Instant Classic Rock
This article is from the archive of The New York Sun before the launch of its new website in 2022. The Sun has neither altered nor updated such articles but will seek to correct any errors, mis-categorizations or other problems introduced during transfer.

The music of Times New Viking revisits one of pop’s basic and most essential building blocks: fuzz. The Columbus, Ohio, trio mines the amplifier-wrecking distortion and loose grooves of the rock ‘n’ roll that was pioneered by such 1960s bands as the Sonics and the Chocolate Watchband, and then revived by latter-day garage acts such as Supercharger, the Mummies, and the White Stripes. But Times New Viking stays free of retro nostalgia in how it updates and refines the seminal elements of this sound with its new album, “Rip It Off,” which comes out today.
The band’s 2005 debut, “Dig Yourself,” famously caused Philadelphia’s Tom Lax to resurrect his long-dormant Siltbreeze label. In the 1990s, Siltbreeze was proud home to a wide range of ramshackle, disheveled pop, from very early Guided By Voices singles to the low-fidelity bliss of the Yips and the end-of-the-world rock of New Zealand’s Dead C. Times New Viking snugly fits into this off-kilter universe, where production feels inexpensive, cut-and-paste graphic layouts smack of the homemade underground, and the music always feels gleefully visceral.
On “Rip It Off,” the band’s third album and first for Matador Records, Times New Viking wisely refrains from tinkering with its formula too much. Sixteen songs rush by in little more than 30 minutes, meaning that most clock in around the two-minute mark. That’s more than enough time for TNV to fire off a fuzzy riff, harmonize a male-female chorus that’s a little too distorted to comprehend, and move right onto the next 120 seconds of manic thrills. “Rip It Off” leaves absolutely zero room for tedium or short-attention-span ennui.
It helps that the trio keeps everything extremely simple. Every song is built around three key parts: guitarist Jared Phillips’s gift for catchy riffs and noisy warmth, drummer Adam Elliot’s timekeeping spine, and keyboardist Beth Murphy’s pop tinkling in the background. Mr. Elliott and Ms. Murphy trade vocal duties. It’s a startlingly easy recipe from which the group cooks up a bundle of sunshine pop. But the do-it-yourself vibe is what keeps the record out of the rock revival bin. Nothing about “Rip It Off” feels like it’s meant simply to re-create the analog warmth and big anthems of 1960s garage rock, even if songs such as “My Head” and “Come Together” boast guitar riffs that, in the hands of another band, could be transformed into arena rock. Instead, TNV borrows the reckless energy of the ’60s garage era on its own terms, crafting in a sound that recalls the early 1990s explosion of lo-fi underground pop.
The band’s closest kin — and a too-frequent comparison — is early Pavement. But where that band deconstructed songs with sleight-of-hand lyrics and musical allusions that often felt like winking footnotes, TNV is much more sincere. Yes, its members have their sarcastic tongues firmly in cheek when they’re titling songs “Times New Viking Vs. Yo La Tengo,” and bookending the album with “Teen Drama” and “Post Teen Drama,” but the trio never slinks away from its rousing side. Pavement often tried to short-circuit its pop instincts in its early years, shaming its pleasurable points under record-nerd baggage. Times New Viking is insolently unafraid to make noisy pop as mirthfully dizzy as pop should be — and does so without dulling its wiseacre wit.
On songs such as “Faces on Fire” and “End of All Things,” the band displays a gift for the unabashedly ecstatic. The former explodes with a churning blast of guitar and drums, over which Ms. Murphy offers the nebulous “Faces on fire and your hair is a mess / let’s do something that hasn’t been done yet” before twisting the song into fidgety romanticism in the very next line: “I can’t hear you / I just can’t wait to be near you.” In “End of All Things” — at nearly two minutes and 40 seconds, an epic in this band’s songbook — Mr. Elliott and Ms. Murphy scratch together a harmony about last calls and goodbyes, dusting the song’s surging rock with a patina of bittersweet snottiness.
Like any number of the 1990s bands to which it is compared, Times New Viking strikes an antagonistically friendly stance toward its forebears, updating their sounds while simultaneously confronting them. “Rip It Off” sounds and feels like a call to arms. With so much indie-rock gone the way of milquetoast polished pop and so many younger fans listening to a wide swath of dance and dance-floor informed music, “Rip It Off” draws a proverbial line in the sand by positing that maybe it’s not that indie-rock has gone stale, but that its practitioners just don’t have anything to say to young people. Like one of its insubordinate rockers on this new album, “Relevant: Now,” Times New Viking stakes a claim to being an ongoing part of the pertinent musical discussion by sprinting through an album of songs that celebrate, infiltrate, and castigate the carefree restlessness of youth.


- [TASK PROMPT]: Give back the whole listing verbatim, printing none of its pictures.

- [EXERCISE MATERIAL]:
☆ ☆ ☆

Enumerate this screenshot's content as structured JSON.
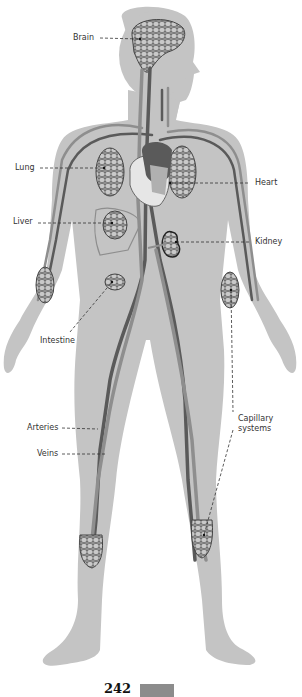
{
  "figure": {
    "colors": {
      "body": "#c4c4c4",
      "artery": "#5a5a5a",
      "vein": "#8e8e8e",
      "capillary": "#444444",
      "heart_inner": "#e6e6e6"
    },
    "labels": [
      {
        "id": "brain",
        "text": "Brain"
      },
      {
        "id": "lung",
        "text": "Lung"
      },
      {
        "id": "heart",
        "text": "Heart"
      },
      {
        "id": "liver",
        "text": "Liver"
      },
      {
        "id": "kidney",
        "text": "Kidney"
      },
      {
        "id": "intestine",
        "text": "Intestine"
      },
      {
        "id": "arteries",
        "text": "Arteries"
      },
      {
        "id": "veins",
        "text": "Veins"
      },
      {
        "id": "capillary",
        "text": "Capillary\nsystems"
      }
    ]
  },
  "page": {
    "number": "242"
  }
}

☆ ☆ ☆

- [RESPONSE BELOW]:
Enumerate this screenshot's content as structured JSON.
{
  "figure": {
    "colors": {
      "body": "#c4c4c4",
      "artery": "#5a5a5a",
      "vein": "#8e8e8e",
      "capillary": "#444444",
      "heart_inner": "#e6e6e6"
    },
    "labels": [
      {
        "id": "brain",
        "text": "Brain"
      },
      {
        "id": "lung",
        "text": "Lung"
      },
      {
        "id": "heart",
        "text": "Heart"
      },
      {
        "id": "liver",
        "text": "Liver"
      },
      {
        "id": "kidney",
        "text": "Kidney"
      },
      {
        "id": "intestine",
        "text": "Intestine"
      },
      {
        "id": "arteries",
        "text": "Arteries"
      },
      {
        "id": "veins",
        "text": "Veins"
      },
      {
        "id": "capillary",
        "text": "Capillary\nsystems"
      }
    ]
  },
  "page": {
    "number": "242"
  }
}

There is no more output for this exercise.